If you have a greenhouse, or even just an airing cupboard, you might want to start growing some seedlings and potting some cuttings. Creating an Outdoor Living Room (image created by blogger) It is so lovely in the spring to sit outdoors and feel the sunshine on your face. Why not make it even more pleasant and maximise the use of your outdoor space by creating somewhere really inviting to sit. Weathered old fences can be spruced up with some delicious shades of fence paint and this season there are lots of lovely homeware items at George to help you create some seriously stylish garden rooms. Retro style seating in minty green, anyone? These chairs are surprising lightweight and comfy to sit in – especially dressed with plump, colourful cushions – and every outdoor space needs some fun string lighting! Even if the weather is still a bit chilly, you can take a snuggly throw outside with you to put round your shoulders. Or why not consider buying a patio heater for extra warmth – they are especially useful in the evenings, allowing you to spend a little longer outside, when you might also want to light a candle or two for extra ambience.




Keep an eye out for cheerful daffodils and snow drops appearing towards the end of the month and then you’ll finally know that spring is on its way! Antonia Ludden is a freelance content contributor specialising in home interiors and the founder of TidyAwayToday.co.uk, a home interiors and lifestyle blog. She is a married mum of three boys and lives in South Manchester.Make your home feel a bit bigger this summer – just by opening the door. Whether you want to dine on your balcony, relax in your garden or spend time together on your patio, we've lots of comfortable and durable outdoor furniture for creating (even more) space for living in.What could be better at prizing your little ones away from the iPad and getting them playing with good old-fashioned toys than a train set? There’s something inescapably Christmassy about watching a child chuffing their way around a wooden track and building different shapes. Give a pre-schooler enough wooden track to concoct dangerous routes around the living room and they’ll be happy for hours on end.




Each of the sets featured here have wooden tracks and connect universally – so you could buy all of them and make them stretch all the way down your street. 1. Deluxe Railway Set: £199.99, Brio Brio is still the best-recognised and most enduring brand for wooden train sets. It has a lot of expectations to live up to (not least because it is expensive) but happily my resident pre-school tester and I were extremely chuffed. The Deluxe is luxurious in the sense that it covers nearly all bases for transport obsessives: trains, cars, buses, trucks and boats. The complex kit comprises 87 pieces including three bridges, two tunnels, cargo cranes, stations and little plastic people. The toys are all plastic but the track is wooden with connectors cut from the main piece — making them unlikely to break. The urban design is a pleasingly modern move from a brand that was once known for its simplicity. 2. Lillabo 20-piece basic train set: £8, Ikea It seems quite extraordinary that Ikea can make a product this good and sell it for so little.
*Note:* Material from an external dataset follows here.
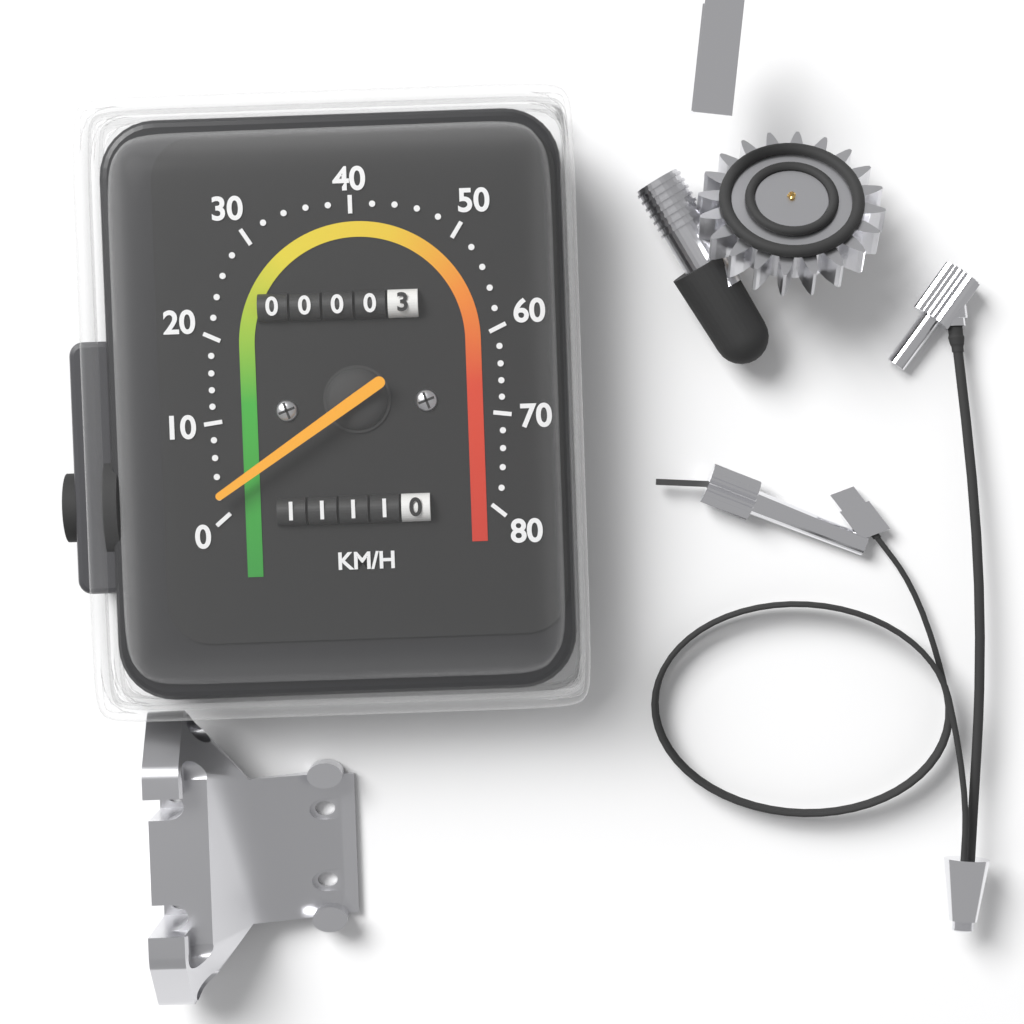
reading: 2 km/h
Like one of the early Brio sets in design terms, you could buy two of these and add a few extra bits and pieces to make a really long, exciting train set. With one you can make a figure of eight or oval shape. It comes with a bridge that is nice and solid and a black train with three trucks. The only problem we foresee with it is that the track connectors are plastic so might fall out with heavy use. Basic, yes, but brilliant value and with all the ethical and child-friendly manufacturing credentials that come with the Swedish brand. 3. Tidlo Train Set: £59.99, Amazon No toddler would turn their nose up at a Tidlo. This 100-piece set is excellent quality, colourful and comes with lots of extras (houses, trees, cows, traffic lights, road signs and people) as well as good major infrastructure (two bridges, a road crossing, buildings). There is so much track that you can construct a myriad of complicated shapes and designs. And, bust my buffers, it even comes with a siding and a stop so your trains don’t go off the rails.
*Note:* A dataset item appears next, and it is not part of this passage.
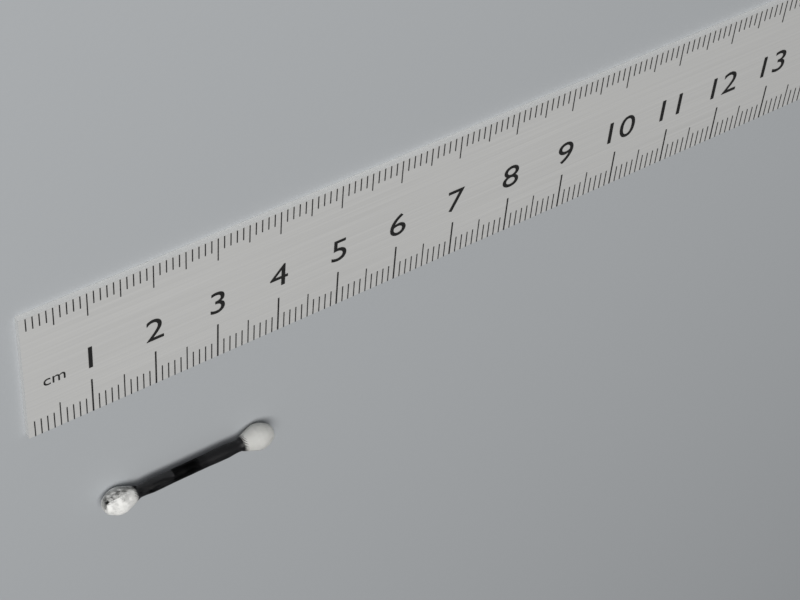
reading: 3.9 cm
4. Dinosaur Train Set: £44.99, Bigjigs Toys This is one of the most popular train sets Bigjigs makes and with its whimsical mixture of dinosaurs and trains you can see why it’s a toddler’s dream toy. The cheerfully painted set has loads of character and we particularly like the monster faces of the main engines and the way you can give your dinos a ride on the back. The multi-coloured stegosauruses and even the T-Rex look comical and inviting rather than scary. The multiple-level bridge is probably the most elaborate we’ve seen but is sturdy thanks to the fact that it doubles as a volcano oozing lava. 5. Adventure Train Set: £32.50, Early Learning Centre With 100 pieces and for around £30 this train set is seriously good value and comes with plenty of one-off features. You can make a bridge that goes around a corner (a bit wobbly, but still good) and there’s a nifty magnetic crane to help you load up your cargo. The best thing according to the tiny tester we consulted was the helicopter but the police station and bright yellow taxi were a hit too.
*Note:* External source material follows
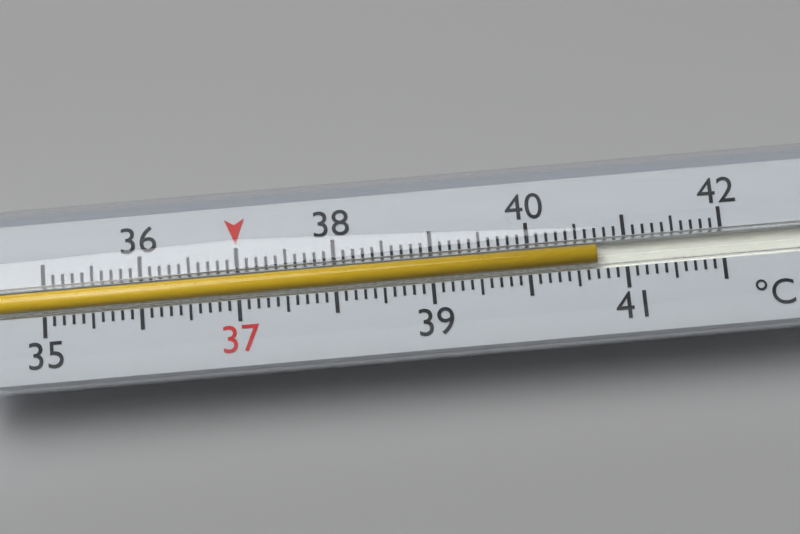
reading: 40.7 °C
The blocky, brightly coloured design is friendly and classic. Parents will appreciate its robustness as, like the Brio, it looks like it’ll last several generations (depending on the level of boisterousness applied). 6. Chad Valley 60-piece train set: £9.95, Argos Another classic design, this comes with buildings, trees, stop signs, car and some inexplicably over-large traffic cones. The blue bridge is an attractive shape and pretty easy to put together. You’re not really buying the track here as much as the extras so you could definitely buy a compatible basic set of wooden track to accompany it and have yourself some serious fun. 7. Thomas & Friends Wooden Railway Starter Set: £19.99, Argos If you have a Thomas the Tank Engine enthusiast living in your midst then this is a great affordable starter set. You’ll get a nice smiley model of the Number 1 engine himself as well as the Fat Controller, a coach and signals. There isn’t much track but again you’re investing in the extras rather than the scale – and it is also compatible with most other wooden tracks on the market so it’ll be easy to get Thomas chuffing from Sodor to Misty Island before you know it.




8. George Home Wooden Train Set and Table: £75, Asda This is one of the most imaginative train sets on the market and comes with so many different pieces that unpacking it felt like several Christmasses rolled into one. Oh, and it just so happens to come with a giant play table as a bonus meaning the whole lot arrives in a box large enough to hide Santa. You do need a lot of room to set it up but boy is it good fun. With diggers, cranes, loads and characterful animals it is a tiny person’s fantasy. This is another one that looks like it’ll last for the duration of several childhoods – and frankly we want to play with it too. 9. Fisher-Price Thomas Wood Coal Hopper Figure of 8 Track Set: £36.99, Argos This is another good starter set for Thomas fans and you can teach them about fossil fuels (well, sort of) as this comes with a special feature that allows you to load the little blue engine up with coal. You simply push Thomas under the coal hopper and press down on the top of it.